Science & Tech

Making labs greener

4 min read

Local managers hear success stories from California

Facilities managers from across Greater Boston gathered at Harvard on Thursday to discuss ways to tackle a major source of energy inefficiency and greenhouse-gas emissions: scientific laboratories.

Labs are often open late at night and on weekends and holidays, but their round-the-clock nature is only part of the problem. The main culprits are ventilation systems that completely exchange a room’s air every few minutes, typically through powerful rooftop exhaust systems. (The massive air exchange ensures safety from noxious chemicals or infectious agents.)

The result, experts said, is that lab buildings have an enormous environmental footprint, consuming six or more times the energy of ordinary office buildings.

At Harvard, labs consume 53 percent of the campus’ energy, even though they take up just 23 percent of its square footage, said Executive Vice President Katie Lapp, who introduced the symposium via video. That figure is even higher elsewhere, with labs often consuming two-thirds of campus power.

The daylong event, with programs at Loeb House and the Harvard Faculty Club, drew more than 100 lab and facilities managers from Boston-area colleges, universities, hospitals, and biotechnology institutions. Utilities were also represented. Speakers included Wendell Brase, vice chancellor of the University of California, Irvine, and chair of the University of California’s Climate Solutions Steering Group.

Brase outlined work on energy efficiency that was spurred by the same law that established California’s cap-and-trade regulatory program, which took effect in 2012. As part of the state’s response to climate change, UC Irvine and the other University of California branches committed to making their campuses carbon-neutral by 2025, which meant energy issues at labs had to be tackled head-on.

Brase has played a lead role. After immersing himself in the construction process for new lab buildings, he questioned some of the assumptions made by architects and engineers in drawing up plans, including, he said, opinions expressed in meetings such as “energy is almost free” and “a certain amount of reheat is inevitable.”

“I got more and more concerned the more I heard about this,” Brase said.

The university initially worked to beat state energy-efficiency standards by 30 percent. Once that was achieved, it aimed higher, seeking to beat the standards by 50 percent in the construction of a stem cell research laboratory. When the building opened in 2010, it was LEED platinum certified and beat the standard by 50.4 percent.

The hitch, Brase said, is that the energy-efficiency upgrades drive up the cost of initial investments. (Costs are returned over time.) Despite that hurdle, UC Irvine has embarked on a $50 million program to retrofit 15 buildings on campus, he said.

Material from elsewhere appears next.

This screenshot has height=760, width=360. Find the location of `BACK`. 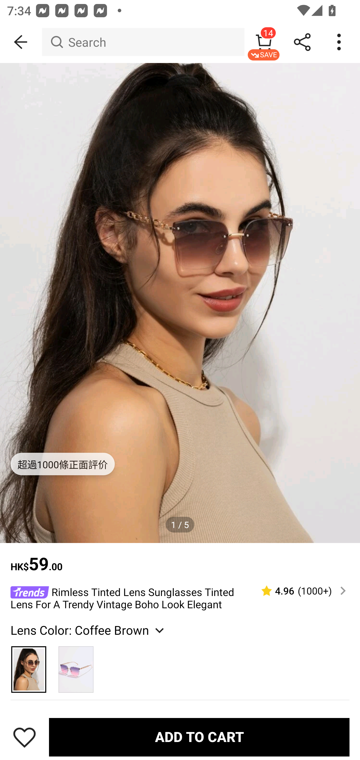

What has helped, he said, is an attitude by university officials that the extra cost is a low-risk investment because energy-efficiency improvements have been coming in on budget and savings have been realized.

“We started out skeptical, but as we got more experience, we decided to continue moving forward,” Brase said.

Allen Aloise, director of laboratories and co-director of graduate studies in Harvard’s Department of Chemistry and Chemical Biology, talked about the importance of behavior in saving energy in Harvard’s labs.

Simple acts like closing sashes on enclosed lab benches when they’re not in use saves an enormous amount of money, since the venting system revs up when a sash is up. Officials also have emphasized the purchase of energy-efficient equipment, helped along by a grant program offered by the University’s Office for Sustainability. Aloise spoke about the importance of educational messages and using a variety of strategies, including a competition for energy-efficient labs, to drive them home. The efforts are yielding results. Changes in behavior have led to savings of $240,000 per year, Aloise said.

The event was sponsored by the Boston Green Ribbon Commission, a group of business, institutional, and civic leaders working to developing responses to climate change, and hosted by Heather Henriksen, director of the Office for Sustainability.